Another ‘reality check’ which, in my judgment, this Court would inevitably perform at any substantive hearing is this. The EAWs which are said by Mr Nemeth or Ms Lakatos not to involve a decision to prosecute include EAWs which are the “mirror image” of an equivalent EAW, issued on the same date in relation to the same or substantially the same subject matter, in respect of the other of them. They are husband and wife. So, the logic is this, that although there was a decision to prosecute the husband (Mr Nemeth) in relation to his EAW1 – issued on 30 January 2017 relating to the four offences of controlling prostitution and trafficking – there was not a decision to prosecute his wife (Ms Lakatos) in relation to the same subject matter of her equivalent EAW issued on the same date. The same goes for Mr Nemeth’s EAW5, which is accepted to involve a decision to prosecute him, and her EAW6 issued on the same day (15.9.20) and in relation to the same subject matter of ‘grandchild fraud’. Again, if anything is “striking” and “conspicuous”, in my judgment, it is the suggestion that there is a basis for concluding that one of those cases has, and the other has not, involved a decision to prosecute. The same point applies, the other way round, in relation to Ms Lakatos’s EAW5 and Mr Nemeth’s EAW4. Her EAW5 is accepted to have involved a decision to prosecute. It was issued on the same day (29.7.19) as the equivalent EAW4 against her husband, which he says that there are reasonable grounds to consider concerns matters which involved no decision to prosecute him.

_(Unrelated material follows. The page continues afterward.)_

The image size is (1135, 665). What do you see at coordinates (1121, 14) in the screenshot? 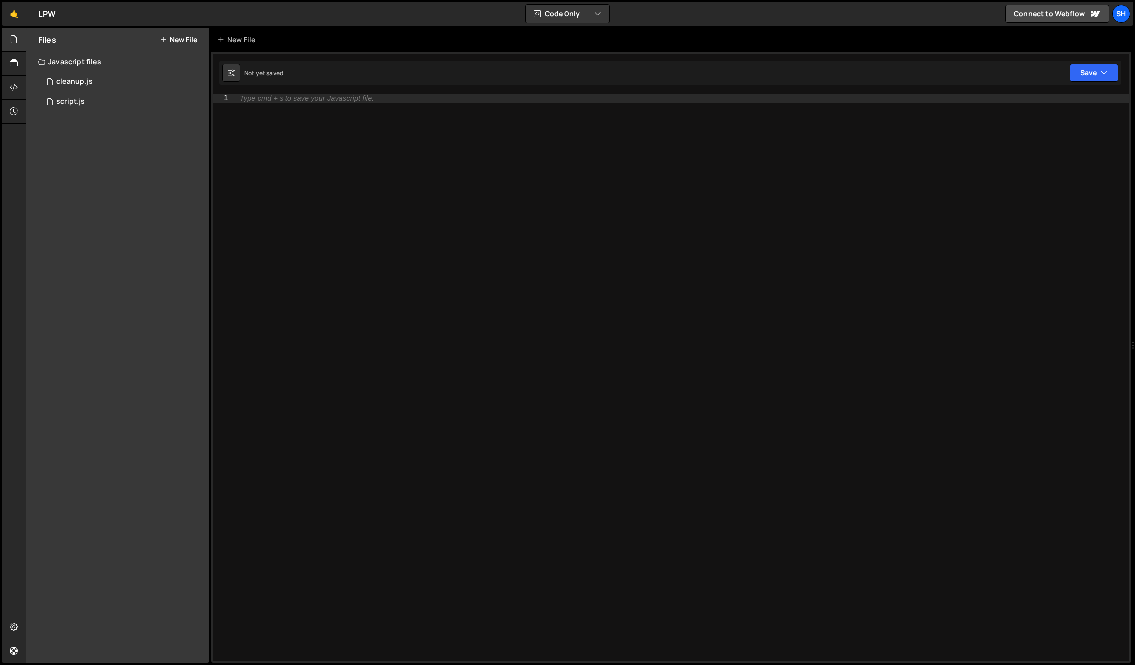
I see `div: Sh` at bounding box center [1121, 14].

In the light of this sort of ‘reality check’, my conclusions as to the viability of this ground of appeal are strongly reinforced. And in all of these circumstances the second limb simply does not arise.
A Third Judgment
In giving this judgment ex tempore, I have now reached 5:05pm on the single day which was set aside to deal with all of the matters on the Agenda, including the delivery of the Court’s rulings on those matters. I am going to pause at this point in delivering judgment. That pause is to allow Counsel the opportunity to address me on whether I should proceed ex tempore, and detain court staff longer, in order to give my reasons in relation to the remaining issues; or whether their invitation is that I put into writing my rulings and reasons on the remaining matters, issuing a third judgment in this series.

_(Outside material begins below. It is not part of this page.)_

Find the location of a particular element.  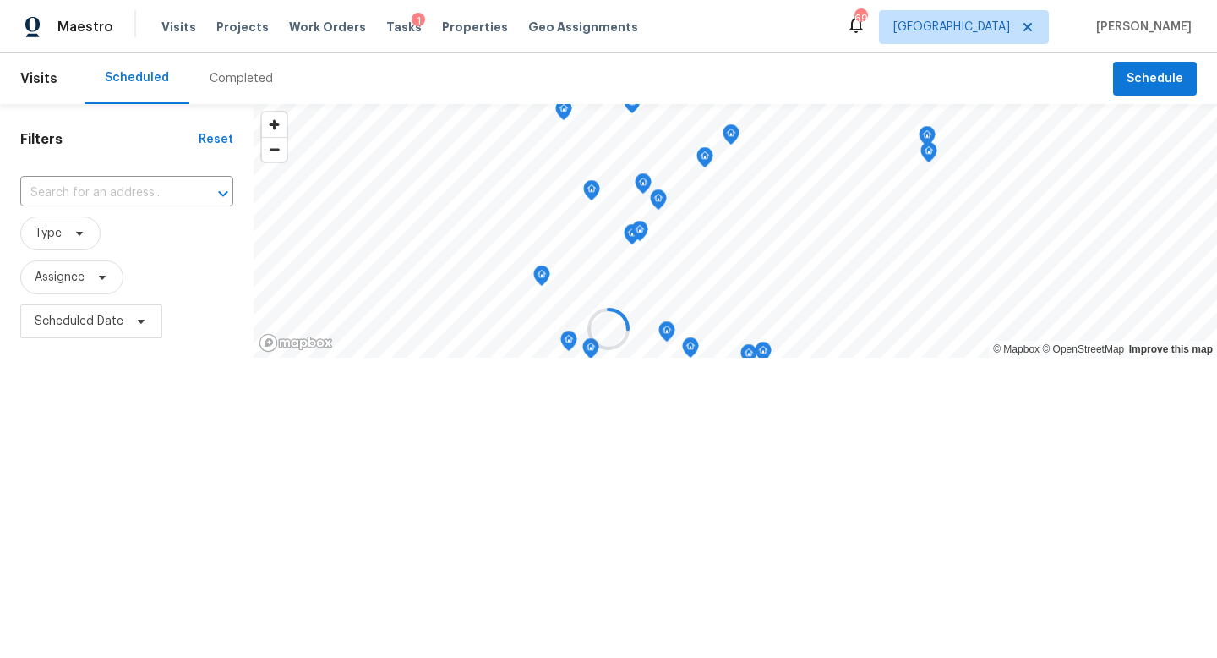

span: Zoom out is located at coordinates (274, 150).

[Continuing:] Although I would have been entirely content to carry on with this ex tempore judgment, and deal with the remaining matters, the position is that no Counsel is inviting me to do so. All Counsel have confirmed that they would, for their part, be content that the remaining matters be dealt with in a further, third judgment in this sequence, handed down ‘virtually’ having been circulated in draft. I have at the forefront of my mind the position of the court staff, including the court ‘logger’, who would be required to remain for what is likely to be a significant further period of time while I continue. I am able to deal with the remaining topics without requiring that of them and it is for that reason that I am going to conclude this ex tempore ruling here and issue a further, and third, judgment. It will continue where I am leaving off, and will give my reasons in relation to the remaining applications which I heard today.